The play loses some steam when it moves to Act II, which takes place in 1955. In the intervening years, much has changed. Is it churlish to quibble with what a nearly three-hour play omits? I’ll risk it. Moses becomes Secretary of State in 1927, only to be forced out two years later by Roosevelt (Smith’s successor, for whom Moses reserves special disdain), and then becomes Parks Commissioner on the strength of one of his bills. No mention is made in the play of later Mayor Fiorello La Guardia, which strikes me as a missed opportunity, given that he and Moses were simpatico spirits: two uncompromising leaders with a yen for pageantry and besting opponents. Theirs was also a relationship of ferocious arguments and petty squabbles. (I would have relished seeing La Guardia spar with Moses, a former debate champion.) Instead, Act II has a more diffuse sense of outrage: it’s focused on the social costs to Moses’s dictatorial methods as a city planner and elucidates how his public works were yoked to racial and economic prejudices.

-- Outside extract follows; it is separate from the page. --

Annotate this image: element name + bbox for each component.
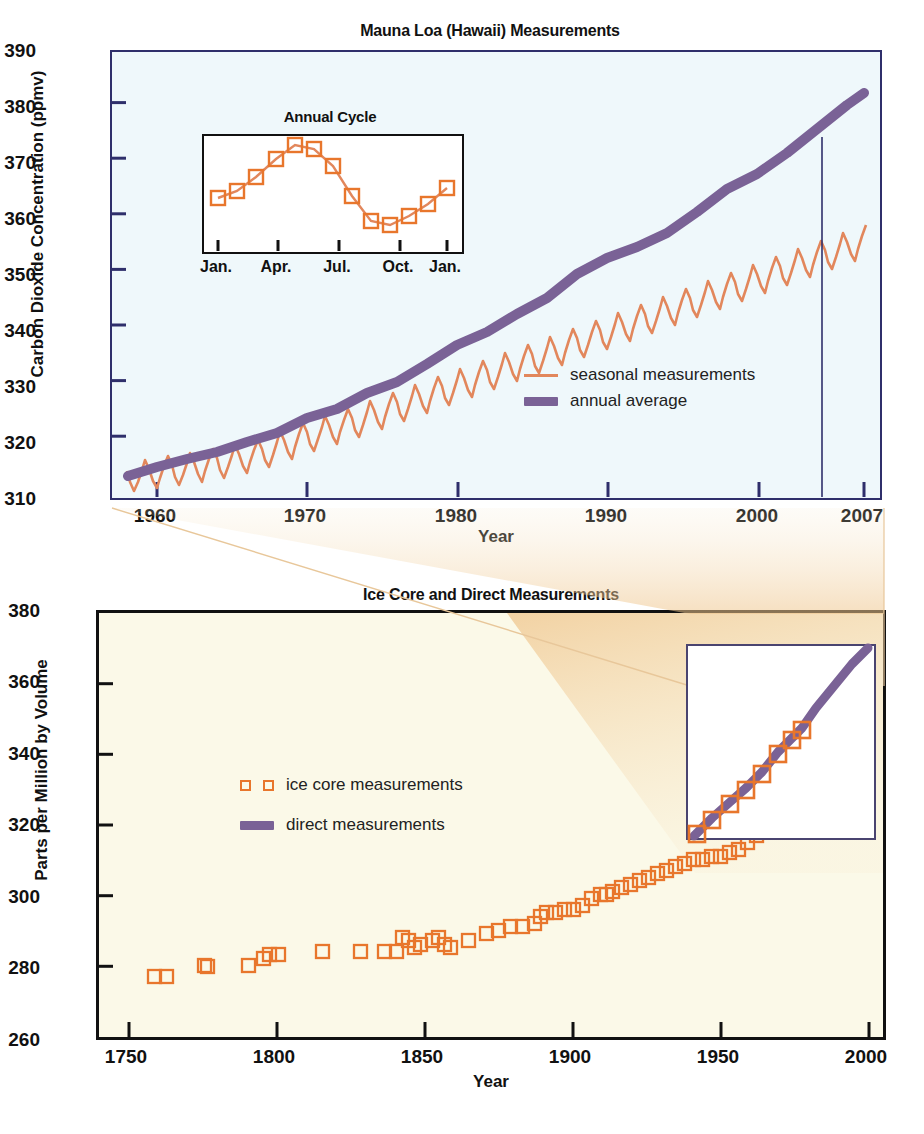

A contingent of Greenwich Village residents, including Jacobs, is made to bear the burden of representing Moses’s chief critics. (A huge poster in the background makes clear their mission: ‘Save Washington Square’.) By the end of the play, Moses has effectively become the old guard; he alienates some close colleagues and suffers the mental breakdown of his first wife. But his legacy? That’s never for a moment in question: it tugs at you insistently and all but swallows you whole as you wriggle your way out of the theatre and confront the city in all its glassy, technocratic glory.

David Hare’s Straight Line Crazy is playing at the Shed, New York, until 18 December.

Main Image: Straight Line Crazy, 2022, poster art. Courtesy: The Shed; photograph: Brett Beyer and Dan Wilton

Rhoda Feng writes about theater and books for 4Columns, The Baffler, The White Review, The New Republic, The Nation, and The New York Times, among other publications.